I heaved against the wall with the hand I had been resting on it and thrust myself at him with the loudest scream I could manage: it was he who had to worry about attracting attention, not me. I saw he was about my age and well built, and definitely not Gentleman Joe, ghost or otherwise. Fixing my attention on the gun, I didn’t have a chance to take in his face. He moved swiftly to one side, anticipating my lunge, but I swiped at him with a fist that skimmed his jaw. He swung a foot that caught me across the shins and I went sprawling on the cobbles.

I rolled as soon as I hit the ground, depriving him of an easy target, but he didn’t fire. Instead, as I struggled to get up, I saw the gun arc through the smog in a vicious slash at my temple. I took most of the power out of the blow by blocking it with my left forearm and made an unsuccessful grab for the pistol with my other hand, at the same time slamming my heel upwards into his groin. I missed but caught him in the belly and he doubled. When it comes to a fight with a gun, possession is more than nine-tenths of the law and I made another grab for it. Instead of pulling against me, as most people would do instinctively, he pushed into me as I pulled and slammed the butt of the gun into my cheek, using my own force against me. We had obviously gone to the same finishing school. I felt something wet on my cheek and felt the world take a brief but perceptible wobble.

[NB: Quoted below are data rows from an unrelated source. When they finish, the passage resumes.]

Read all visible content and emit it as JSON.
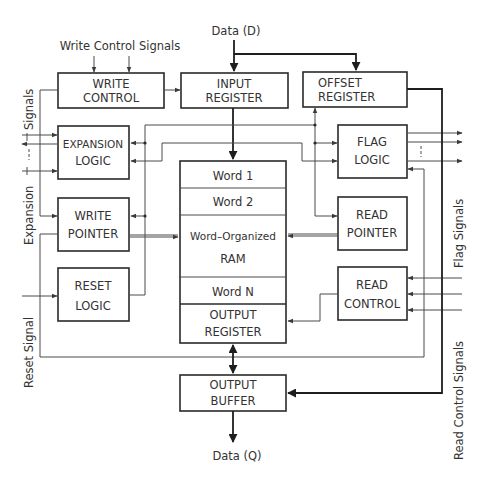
{
  "diagram": {
    "type": "block-diagram",
    "external_labels": {
      "data_in": "Data (D)",
      "data_out": "Data (Q)",
      "write_control_signals": "Write Control Signals",
      "expansion_signals": "Expansion | ---- | Signals",
      "expansion_signals_word1": "Expansion",
      "expansion_signals_dash": "----",
      "expansion_signals_word2": "Signals",
      "reset_signal": "Reset Signal",
      "flag_signals": "Flag Signals",
      "read_control_signals": "Read Control Signals"
    },
    "blocks": {
      "write_control": {
        "line1": "WRITE",
        "line2": "CONTROL"
      },
      "input_register": {
        "line1": "INPUT",
        "line2": "REGISTER"
      },
      "offset_register": {
        "line1": "OFFSET",
        "line2": "REGISTER"
      },
      "expansion_logic": {
        "line1": "EXPANSION",
        "line2": "LOGIC"
      },
      "flag_logic": {
        "line1": "FLAG",
        "line2": "LOGIC"
      },
      "write_pointer": {
        "line1": "WRITE",
        "line2": "POINTER"
      },
      "read_pointer": {
        "line1": "READ",
        "line2": "POINTER"
      },
      "reset_logic": {
        "line1": "RESET",
        "line2": "LOGIC"
      },
      "read_control": {
        "line1": "READ",
        "line2": "CONTROL"
      },
      "ram": {
        "word1": "Word 1",
        "word2": "Word 2",
        "title_line1": "Word–Organized",
        "title_line2": "RAM",
        "wordN": "Word N",
        "output_register_line1": "OUTPUT",
        "output_register_line2": "REGISTER"
      },
      "output_buffer": {
        "line1": "OUTPUT",
        "line2": "BUFFER"
      }
    },
    "connections": [
      {
        "from": "Data (D)",
        "to": "INPUT REGISTER"
      },
      {
        "from": "Data (D)",
        "to": "OFFSET REGISTER"
      },
      {
        "from": "Write Control Signals",
        "to": "WRITE CONTROL"
      },
      {
        "from": "WRITE CONTROL",
        "to": "INPUT REGISTER"
      },
      {
        "from": "WRITE CONTROL",
        "to": "WRITE POINTER"
      },
      {
        "from": "INPUT REGISTER",
        "to": "RAM"
      },
      {
        "from": "WRITE POINTER",
        "to": "RAM"
      },
      {
        "from": "READ POINTER",
        "to": "RAM"
      },
      {
        "from": "READ CONTROL",
        "to": "OUTPUT REGISTER"
      },
      {
        "from": "OUTPUT REGISTER",
        "to": "OUTPUT BUFFER",
        "bidirectional": true
      },
      {
        "from": "OUTPUT BUFFER",
        "to": "Data (Q)"
      },
      {
        "from": "OFFSET REGISTER",
        "to": "OUTPUT BUFFER"
      },
      {
        "from": "RESET LOGIC",
        "to": "EXPANSION LOGIC / WRITE POINTER / FLAG LOGIC / READ POINTER / OFFSET REGISTER"
      },
      {
        "from": "Expansion Signals",
        "to": "EXPANSION LOGIC",
        "bidirectional": true
      },
      {
        "from": "Reset Signal",
        "to": "RESET LOGIC"
      },
      {
        "from": "FLAG LOGIC",
        "to": "Flag Signals"
      },
      {
        "from": "Read Control Signals",
        "to": "READ CONTROL"
      },
      {
        "from": "WRITE POINTER",
        "to": "READ CONTROL (loop)"
      }
    ]
  }
}
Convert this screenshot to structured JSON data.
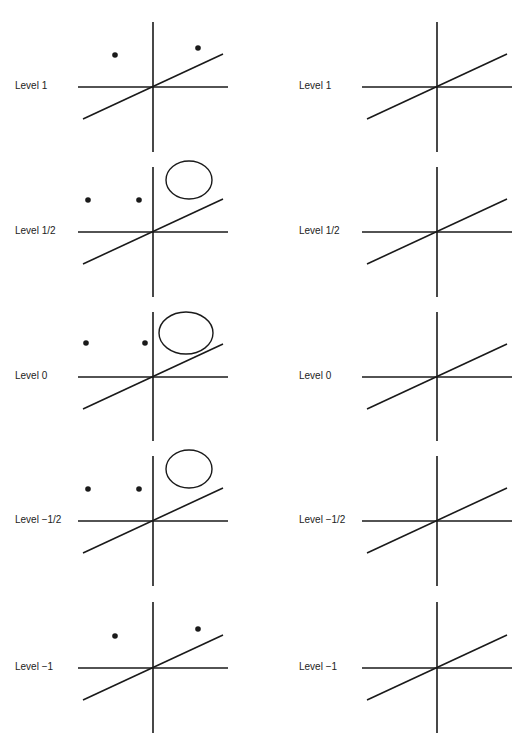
{
  "figure": {
    "stroke_color": "#1a1a1a",
    "background": "#ffffff",
    "columns": [
      {
        "name": "left",
        "axis_x": 153,
        "label_x": 15,
        "panels": [
          {
            "label": "Level 1",
            "axis_y": 87,
            "v_top": 22,
            "v_bottom": 152,
            "dots": [
              [
                115,
                55
              ],
              [
                198,
                48
              ]
            ],
            "ellipse": null
          },
          {
            "label": "Level 1/2",
            "axis_y": 232,
            "v_top": 167,
            "v_bottom": 297,
            "dots": [
              [
                88,
                200
              ],
              [
                139,
                200
              ]
            ],
            "ellipse": {
              "cx": 189,
              "cy": 180,
              "rx": 23,
              "ry": 19
            }
          },
          {
            "label": "Level 0",
            "axis_y": 377,
            "v_top": 312,
            "v_bottom": 441,
            "dots": [
              [
                86,
                343
              ],
              [
                145,
                343
              ]
            ],
            "ellipse": {
              "cx": 186,
              "cy": 333,
              "rx": 27,
              "ry": 21
            }
          },
          {
            "label": "Level −1/2",
            "axis_y": 521,
            "v_top": 456,
            "v_bottom": 586,
            "dots": [
              [
                88,
                489
              ],
              [
                139,
                489
              ]
            ],
            "ellipse": {
              "cx": 189,
              "cy": 469,
              "rx": 23,
              "ry": 19
            }
          },
          {
            "label": "Level −1",
            "axis_y": 668,
            "v_top": 602,
            "v_bottom": 733,
            "dots": [
              [
                115,
                636
              ],
              [
                198,
                629
              ]
            ],
            "ellipse": null
          }
        ]
      },
      {
        "name": "right",
        "axis_x": 437,
        "label_x": 299,
        "panels": [
          {
            "label": "Level 1",
            "axis_y": 87,
            "v_top": 22,
            "v_bottom": 152,
            "dots": [],
            "ellipse": null
          },
          {
            "label": "Level 1/2",
            "axis_y": 232,
            "v_top": 167,
            "v_bottom": 297,
            "dots": [],
            "ellipse": null
          },
          {
            "label": "Level 0",
            "axis_y": 377,
            "v_top": 312,
            "v_bottom": 441,
            "dots": [],
            "ellipse": null
          },
          {
            "label": "Level −1/2",
            "axis_y": 521,
            "v_top": 456,
            "v_bottom": 586,
            "dots": [],
            "ellipse": null
          },
          {
            "label": "Level −1",
            "axis_y": 668,
            "v_top": 602,
            "v_bottom": 733,
            "dots": [],
            "ellipse": null
          }
        ]
      }
    ],
    "axis_geometry": {
      "h_left_offset": -75,
      "h_right_offset": 75,
      "diag_start": [
        -70,
        32
      ],
      "diag_end": [
        70,
        -33
      ]
    }
  }
}
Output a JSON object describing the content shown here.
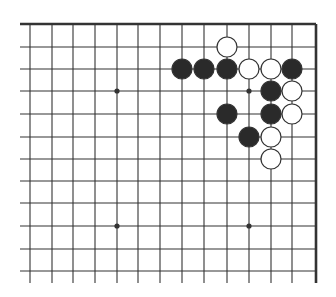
{
  "diagram": {
    "type": "go-board-corner",
    "colors": {
      "background": "#ffffff",
      "line": "#333333",
      "black_stone": "#2a2a2a",
      "white_stone": "#ffffff",
      "stone_outline": "#333333"
    },
    "columns_x": [
      30,
      52,
      73,
      95,
      117,
      138,
      160,
      182,
      204,
      227,
      249,
      271,
      292,
      316
    ],
    "rows_y": [
      24,
      47,
      69,
      91,
      114,
      137,
      159,
      181,
      203,
      226,
      249,
      271
    ],
    "top_edge_y": 24,
    "right_edge_x": 316,
    "line_extend_left": 20,
    "line_extend_bottom": 283,
    "star_points": [
      {
        "col": 4,
        "row": 3
      },
      {
        "col": 10,
        "row": 3
      },
      {
        "col": 4,
        "row": 9
      },
      {
        "col": 10,
        "row": 9
      }
    ],
    "stones": [
      {
        "color": "white",
        "col": 9,
        "row": 1
      },
      {
        "color": "black",
        "col": 7,
        "row": 2
      },
      {
        "color": "black",
        "col": 8,
        "row": 2
      },
      {
        "color": "black",
        "col": 9,
        "row": 2
      },
      {
        "color": "white",
        "col": 10,
        "row": 2
      },
      {
        "color": "white",
        "col": 11,
        "row": 2
      },
      {
        "color": "black",
        "col": 12,
        "row": 2
      },
      {
        "color": "black",
        "col": 11,
        "row": 3
      },
      {
        "color": "white",
        "col": 12,
        "row": 3
      },
      {
        "color": "black",
        "col": 9,
        "row": 4
      },
      {
        "color": "black",
        "col": 11,
        "row": 4
      },
      {
        "color": "white",
        "col": 12,
        "row": 4
      },
      {
        "color": "black",
        "col": 10,
        "row": 5
      },
      {
        "color": "white",
        "col": 11,
        "row": 5
      },
      {
        "color": "white",
        "col": 11,
        "row": 6
      }
    ]
  }
}
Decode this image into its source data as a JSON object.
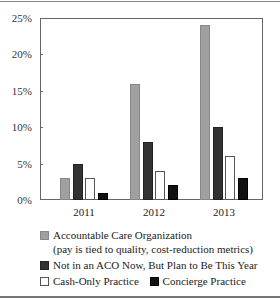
{
  "chart_data": {
    "type": "bar",
    "title": "",
    "xlabel": "",
    "ylabel": "",
    "categories": [
      "2011",
      "2012",
      "2013"
    ],
    "series": [
      {
        "name": "Accountable Care Organization (pay is tied to quality, cost-reduction metrics)",
        "values": [
          3,
          16,
          24
        ],
        "color": "#a0a0a0"
      },
      {
        "name": "Not in an ACO Now, But Plan to Be This Year",
        "values": [
          5,
          8,
          10
        ],
        "color": "#333333"
      },
      {
        "name": "Cash-Only Practice",
        "values": [
          3,
          4,
          6
        ],
        "color": "#ffffff"
      },
      {
        "name": "Concierge Practice",
        "values": [
          1,
          2,
          3
        ],
        "color": "#111111"
      }
    ],
    "ylim": [
      0,
      25
    ],
    "yticks": [
      "0%",
      "5%",
      "10%",
      "15%",
      "20%",
      "25%"
    ],
    "grid": false,
    "legend_position": "bottom"
  },
  "legend": {
    "aco_line1": "Accountable Care Organization",
    "aco_line2": "(pay is tied to quality, cost-reduction metrics)",
    "plan": "Not in an ACO Now, But Plan to Be This Year",
    "cash": "Cash-Only Practice",
    "concierge": "Concierge Practice"
  }
}
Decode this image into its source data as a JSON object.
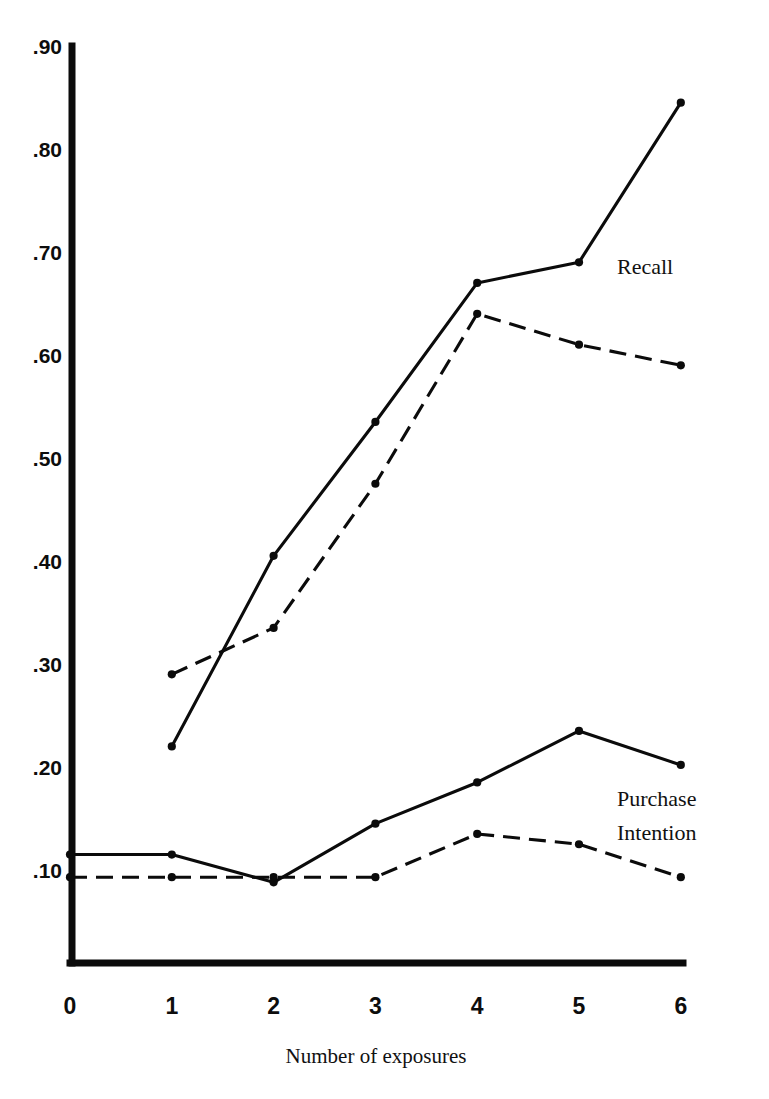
{
  "figure": {
    "top_cut_text": "",
    "background_color": "#ffffff",
    "ink_color": "#0b0b0b"
  },
  "chart_data": {
    "type": "line",
    "title": "",
    "subtitle": "",
    "xlabel": "Number of exposures",
    "ylabel": "",
    "xlim": [
      0,
      6
    ],
    "ylim": [
      0,
      0.9
    ],
    "grid": false,
    "legend_position": "inline-right",
    "x": [
      0,
      1,
      2,
      3,
      4,
      5,
      6
    ],
    "xtick_labels": [
      "0",
      "1",
      "2",
      "3",
      "4",
      "5",
      "6"
    ],
    "ytick_labels": [
      ".90",
      ".80",
      ".70",
      ".60",
      ".50",
      ".40",
      ".30",
      ".20",
      ".10"
    ],
    "ytick_values": [
      0.9,
      0.8,
      0.7,
      0.6,
      0.5,
      0.4,
      0.3,
      0.2,
      0.1
    ],
    "group_labels": [
      {
        "name": "Recall",
        "text": "Recall",
        "lines": [
          "Recall"
        ]
      },
      {
        "name": "Purchase Intention",
        "text": "Purchase Intention",
        "lines": [
          "Purchase",
          "Intention"
        ]
      }
    ],
    "series": [
      {
        "name": "Recall solid",
        "group": "Recall",
        "style": "solid",
        "x": [
          1,
          2,
          3,
          4,
          5,
          6
        ],
        "values": [
          0.22,
          0.405,
          0.535,
          0.67,
          0.69,
          0.845
        ]
      },
      {
        "name": "Recall dashed",
        "group": "Recall",
        "style": "dashed",
        "x": [
          1,
          2,
          3,
          4,
          5,
          6
        ],
        "values": [
          0.29,
          0.335,
          0.475,
          0.64,
          0.61,
          0.59
        ]
      },
      {
        "name": "Purchase Intention solid",
        "group": "Purchase Intention",
        "style": "solid",
        "x": [
          0,
          1,
          2,
          3,
          4,
          5,
          6
        ],
        "values": [
          0.115,
          0.115,
          0.088,
          0.145,
          0.185,
          0.235,
          0.202
        ]
      },
      {
        "name": "Purchase Intention dashed",
        "group": "Purchase Intention",
        "style": "dashed",
        "x": [
          0,
          1,
          2,
          3,
          4,
          5,
          6
        ],
        "values": [
          0.093,
          0.093,
          0.093,
          0.093,
          0.135,
          0.125,
          0.093
        ]
      }
    ]
  }
}
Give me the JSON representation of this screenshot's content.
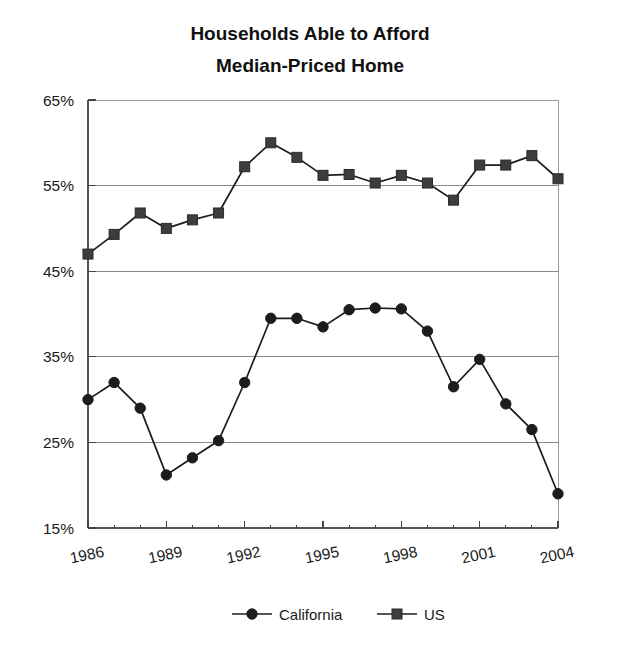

He staggered back to his feet and I saw him raise the gun to take aim. I was halfway to my feet too and dived to one side, again rolling several times before leaping up and running. I had lost all sense of direction in the smog, but as there seemed to be an upward incline beneath my feet, I guessed I was actually heading further up the side street, away from the main road. I was hidden in the smog now. But so was he, and, unlike mine, his shoes made no sound on the cobbles.

I sprinted blindly a few yards then stopped, pressing myself against the wall. I eased forward slowly, making as little sound as I could. I found a bricked-up doorway, pressed myself into it and waited for the first shot to be fired, hopefully in the direction of where I had been, rather than where I now was. But there were no shots.